Entrepreneurial

Summit Series: Capitalizing on ideas?

Katharine Herrup is the Opinion Editor for Reuters.com. This is the last of a three-part series on Summit Series. Read Part I: “A new kind of currency” and Part II: “Entrepreneurs set sail”.

Every member of Summit Series sold their belongings or shipped them back home to their parents’ place so they could travel with just one suitcase and live in different cities every six weeks. The idea is to meet “interesting” people face-to-face who are doing something good.

“It’s a time in our life to see the world,” Summit Series co-creator Elliott Bisnow said. “And to do that and to live with your best friends and work with them is incredible.”

“It’s cheaper to travel and rent places than live in a city,” added Josh Zabar, one of Summit Series’s members.

Part of their travels include aid missions. In the spring of 2010, the group went to Haiti with actress Kristen Bell and Bobby Chang. They gave out 1,000 LifeStraws, a couple hundred Incase backpacks and $10,000 worth of school supplies from Staples, which has been a sponsor of previous Summit Series events.

Summit Series: Entrepreneurs set sail

Katharine Herrup is the Opinion Editor for Reuters.com. This is the second of a three-part series on Summit Series. Read the first part here.

The first major Summit Series event happened in May of 2010. Just after starting the company two years ago, the team of seven young men between the ages of 24 and 26, were able to get President Bill Clinton, media mogul Ted Turner and co-founder of the Carlyle Group David Rubinstein to come and speak. They were a part of an impressive group of 750 attendees.

“We hosted the country’s most innovative young minds and thought leaders from presidents to astronauts to social media gurus to photographers to celebrities,” Josh Zabar, one of the original seven members, said.

Summit Series: A new kind of currency

Katharine Herrup is the Opinion Editor for Reuters.com.

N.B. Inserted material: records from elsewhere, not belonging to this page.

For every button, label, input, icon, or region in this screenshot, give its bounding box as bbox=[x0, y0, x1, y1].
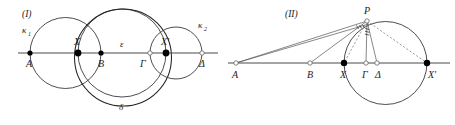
point-label-X2: X bbox=[339, 69, 347, 80]
label-kappa1-glyph: κ bbox=[22, 25, 27, 35]
point-label-A2: A bbox=[231, 69, 239, 80]
circle-delta bbox=[75, 9, 172, 106]
point-label-X-prime: X′ bbox=[160, 36, 170, 47]
point-label-Delta2: Δ bbox=[374, 69, 381, 80]
label-kappa1-subscript: 1 bbox=[28, 31, 31, 37]
label-epsilon: ε bbox=[120, 39, 124, 49]
point-marker-X2 bbox=[341, 60, 347, 66]
point-label-Gamma2: Γ bbox=[361, 69, 368, 80]
segment-P-to-Gamma bbox=[366, 21, 367, 63]
point-marker-X-prime bbox=[163, 50, 170, 57]
point-label-Gamma: Γ bbox=[139, 58, 146, 69]
panel-two-caption: (II) bbox=[285, 9, 298, 20]
point-label-B: B bbox=[98, 58, 104, 69]
point-label-A: A bbox=[25, 58, 33, 69]
label-kappa2-glyph: κ bbox=[198, 20, 203, 30]
point-label-Delta: Δ bbox=[198, 58, 205, 69]
point-label-X-prime2: X′ bbox=[427, 69, 437, 80]
label-kappa1: κ 1 bbox=[22, 25, 31, 37]
point-marker-A2 bbox=[234, 61, 238, 65]
label-delta: δ bbox=[119, 102, 124, 112]
point-label-X: X bbox=[73, 36, 81, 47]
angle-marks-at-P bbox=[357, 25, 370, 35]
point-marker-P bbox=[365, 19, 369, 23]
geometry-figure-container: (I) κ 1 ε δ κ 2 A X bbox=[0, 0, 455, 125]
panel-one-caption: (I) bbox=[22, 9, 32, 20]
panel-one: (I) κ 1 ε δ κ 2 A X bbox=[18, 9, 218, 112]
point-marker-Delta2 bbox=[375, 61, 379, 65]
point-marker-Gamma bbox=[148, 51, 152, 55]
segment-P-to-Delta bbox=[367, 21, 377, 63]
point-label-P: P bbox=[363, 5, 370, 16]
point-marker-X bbox=[75, 50, 82, 57]
point-marker-B2 bbox=[308, 61, 312, 65]
point-marker-B bbox=[98, 50, 103, 55]
label-kappa2-subscript: 2 bbox=[204, 26, 207, 32]
point-label-B2: B bbox=[307, 69, 313, 80]
point-marker-A bbox=[27, 50, 32, 55]
dashed-chord-P-to-X-prime bbox=[367, 21, 427, 63]
point-marker-Gamma2 bbox=[364, 61, 368, 65]
label-kappa2: κ 2 bbox=[198, 20, 207, 32]
point-marker-Delta bbox=[200, 51, 204, 55]
point-marker-X-prime2 bbox=[424, 60, 430, 66]
geometry-figure-svg: (I) κ 1 ε δ κ 2 A X bbox=[0, 0, 455, 125]
panel-two: (II) bbox=[228, 5, 450, 105]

This is the first part of a three part series on Summit Series. Read part two: “Entrepreneurs set sail”.

Who doesn’t want to be an entrepreneur these days?

The end result sounds ideal: doing exactly what you want to do. Of course getting a business up and running is incredibly tough work that mostly ends in failure, but if yours is one of the rarer ones to succeed, then you have accomplished what every person dreams of — being your own boss.

Elliott Bisnow and Brett Leve, 25 and 26, created Summit Series, an event-driven company that brings together social entrepreneurs in their twenties and thirties to share their ideas and hopefully achieve a greater impact. As the name implies, Summit Series is all about gatherings.

Social entrepreneurship series

This package kicks off a series centered around social entrepreneurship, leadership and innovation. With less of everything –- jobs, money –- we are confronted with what to prioritize and, therefore, are forced to think about how we want to spend our time. Is it with family? Is it changing careers? Is it contributing to a greater good?

This series capture what social leaders and innovators are doing now in order to improve the quality of life –– not just their own, but other people’s as well. It also provides expert advice on these matters.

We have three pieces for each topic and a video to go along with one of them: the difference between GenX and GenY entrepreneurs, how to launch a socially conscious second career that has personal meaning and impact, and how to start a successful non-profit that is complimented by a video of a Summer Search grad, Jabali Sawicki, who is now a leader in his own field.